Tree stack automaton

A tree stack automaton[lower-alpha 1] (plural: tree stack automata) is a formalism considered in automata theory. It is a finite state automaton with the additional ability to manipulate a tree-shaped stack. It is an automaton with storage[2] whose storage roughly resembles the configurations of a thread automaton. A restricted class of tree stack automata recognises exactly the languages generated by multiple context-free grammars[3] (or linear context-free rewriting systems).

Definition

Tree stack

A tree stack with stack pointer 1.2 and domain {ε, 1, 42, 1.2, 1.5, 1.5.3}

For a finite and non-empty set Γ, a tree stack over Γ is a tuple (t, p) where

The set of all tree stacks over Γ is denoted by TS(Γ).

The set of predicates on TS(Γ), denoted by Pred(Γ), contains the following unary predicates:

for every γΓ.

The set of instructions on TS(Γ), denoted by Instr(Γ), contains the following partial functions:

for every positive integer n and every γΓ.

Illustration of the instruction id on a tree stack
Illustration of the instruction push on a tree stack
Illustration of the instructions up and down on a tree stack
Illustration of the instruction set on a tree stack

Tree stack automata

A tree stack automaton is a 6-tuple A = (Q, Γ, Σ, qi, δ, Qf) where

A configuration of A is a tuple (q, c, w) where

A transition τ = (q1, u, p, f, q2) is applicable to a configuration (q, c, w) if

The transition relation of A is the binary relation on configurations of A that is the union of all the relations τ for a transition τ = (q1, u, p, f, q2) where, whenever τ is applicable to (q, c, w), we have (q, c, w) ⊢τ (q2, f(c), v) and v is obtained from w by removing the prefix u.

The language of A is the set of all words w for which there is some state qQf and some tree stack c such that (qi, ci, w) ⊢* (q, c, ε) where

Related formalisms

Tree stack automata are equivalent to Turing machines.

A tree stack automaton is called k-restricted for some positive natural number k if, during any run of the automaton, any position of the tree stack is accessed at most k times from below.

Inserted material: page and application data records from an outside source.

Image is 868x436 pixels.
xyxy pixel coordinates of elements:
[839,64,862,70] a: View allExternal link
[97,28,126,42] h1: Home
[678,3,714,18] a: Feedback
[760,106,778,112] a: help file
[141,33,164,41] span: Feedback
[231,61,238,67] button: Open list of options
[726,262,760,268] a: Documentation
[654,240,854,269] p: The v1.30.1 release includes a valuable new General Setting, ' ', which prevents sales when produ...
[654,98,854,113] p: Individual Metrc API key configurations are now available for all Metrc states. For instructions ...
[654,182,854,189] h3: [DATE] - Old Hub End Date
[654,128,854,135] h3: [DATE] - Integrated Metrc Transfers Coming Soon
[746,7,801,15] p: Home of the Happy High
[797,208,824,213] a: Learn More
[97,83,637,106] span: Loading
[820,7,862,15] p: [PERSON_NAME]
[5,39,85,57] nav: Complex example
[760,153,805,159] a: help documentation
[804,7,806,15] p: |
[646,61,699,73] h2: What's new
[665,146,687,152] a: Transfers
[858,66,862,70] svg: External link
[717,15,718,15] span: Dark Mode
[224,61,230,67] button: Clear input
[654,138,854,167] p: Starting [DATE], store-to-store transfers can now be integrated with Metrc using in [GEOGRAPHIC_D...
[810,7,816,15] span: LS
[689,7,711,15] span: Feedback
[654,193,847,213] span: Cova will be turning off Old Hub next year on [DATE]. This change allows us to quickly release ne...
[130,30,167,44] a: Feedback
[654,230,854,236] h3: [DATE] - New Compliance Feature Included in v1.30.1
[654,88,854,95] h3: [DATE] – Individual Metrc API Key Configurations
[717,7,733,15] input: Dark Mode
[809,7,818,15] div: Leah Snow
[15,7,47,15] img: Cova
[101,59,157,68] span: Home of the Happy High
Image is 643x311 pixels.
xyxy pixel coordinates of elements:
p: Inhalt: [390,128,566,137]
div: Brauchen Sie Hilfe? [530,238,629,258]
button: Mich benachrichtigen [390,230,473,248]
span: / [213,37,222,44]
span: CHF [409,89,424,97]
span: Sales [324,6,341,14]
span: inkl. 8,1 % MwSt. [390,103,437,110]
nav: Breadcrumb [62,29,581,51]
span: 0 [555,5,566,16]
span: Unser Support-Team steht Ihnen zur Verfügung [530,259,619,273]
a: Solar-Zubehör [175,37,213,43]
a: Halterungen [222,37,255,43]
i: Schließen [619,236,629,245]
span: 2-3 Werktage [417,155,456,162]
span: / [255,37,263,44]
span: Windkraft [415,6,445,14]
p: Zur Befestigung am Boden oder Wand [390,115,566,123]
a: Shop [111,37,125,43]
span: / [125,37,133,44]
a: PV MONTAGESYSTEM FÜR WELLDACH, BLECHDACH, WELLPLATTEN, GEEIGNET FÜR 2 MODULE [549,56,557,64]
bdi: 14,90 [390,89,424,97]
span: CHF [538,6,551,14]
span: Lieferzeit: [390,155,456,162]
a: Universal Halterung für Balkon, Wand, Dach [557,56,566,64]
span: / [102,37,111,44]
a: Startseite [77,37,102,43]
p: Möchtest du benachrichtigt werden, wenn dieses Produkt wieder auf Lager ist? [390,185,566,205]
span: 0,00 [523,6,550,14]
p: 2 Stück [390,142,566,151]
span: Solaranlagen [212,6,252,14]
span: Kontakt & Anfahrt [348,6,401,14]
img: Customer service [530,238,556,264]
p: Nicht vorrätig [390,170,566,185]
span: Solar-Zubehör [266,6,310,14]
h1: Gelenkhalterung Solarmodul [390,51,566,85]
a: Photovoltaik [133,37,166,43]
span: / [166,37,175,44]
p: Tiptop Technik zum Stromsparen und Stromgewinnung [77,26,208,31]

1-restricted tree stack automata are equivalent to pushdown automata and therefore also to context-free grammars. k-restricted tree stack automata are equivalent to linear context-free rewriting systems and multiple context-free grammars of fan-out at most k (for every positive integer k).[3]

Notes

  1. not to be confused with a device with the same name introduced in 1990 by Wolfgang Golubski and Wolfram-M. Lippe [1]
  2. A set of strings is prefix-closed if for every element w in the set, all prefixes of w are also in the set.

References

  1. Golubski, Wolfgang and Lippe, Wolfram-M. (1990). Tree-stack automata. Proceedings of the 15th Symposium on Mathematical Foundations of Computer Science (MFCS 1990). Lecture Notes in Computer Science, Vol. 452, pages 313–321, doi:10.1007/BFb0029624.
  2. Scott, Dana (1967). Some Definitional Suggestions for Automata Theory. Journal of Computer and System Sciences, Vol. 1(2), pages 187–212, doi:10.1016/s0022-0000(67)80014-x.
  3. 1 2 Denkinger, Tobias (2016). An automata characterisation for multiple context-free languages. Proceedings of the 20th International Conference on Developments in Language Theory (DLT 2016). Lecture Notes in Computer Science, Vol. 9840, pages 138–150, doi:10.1007/978-3-662-53132-7_12.